5/10
Convoluted slow-moving melodrama that over-the-top acting can't quite save.
20 February 2013
Warning: Spoilers
Part Merle Oberon and part Maria Montez, former convent girl Phyllis Calvet leads two lives: one a great lady, the other a fiery gypsy. Her husband (Peter Glenville) and daughter (Patricia Roc) find clues to try and find her after she disappears to return to the gypsy colony she had previously disappeared from a year before. This second personality has her involved with the equally fiery Stewart Granger who vows revenge when he comes to think she is stepping out on him.

Handsome to look at but on occasion a pretentious bore, this isn't a total fiasco, but not one of Gainsborough's true classics. The film actually is more interesting when it shows Calvert's emotions erupting as she transforms into her alter.
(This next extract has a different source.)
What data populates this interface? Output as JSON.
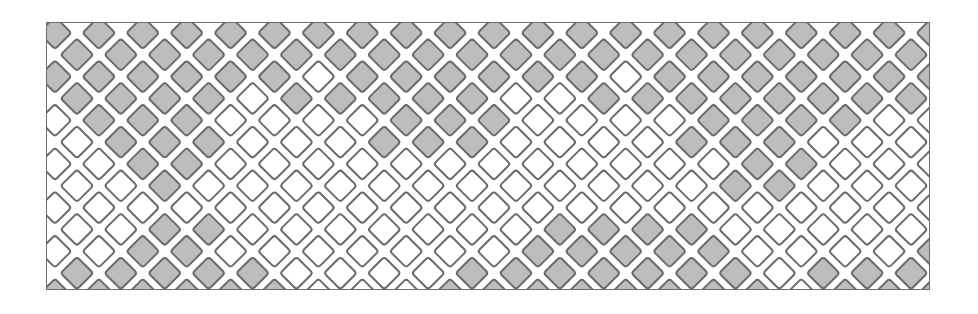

Dulcie Gray steals every scene she is in as a feisty housekeeper, exclaiming at one point that "If they expect something to eat, the only thing they'll get is a piece of my mind". It should be noted that the cause of Calvert's split personality is pretty daring for its day, showing that since the British censors were quite different than the American Hays code, they could get away with things the major studios in Hollywood couldn't. I must also make a mention that in addition to the excellent art direction, the film's sound quality (particularly with its music) is striking as well.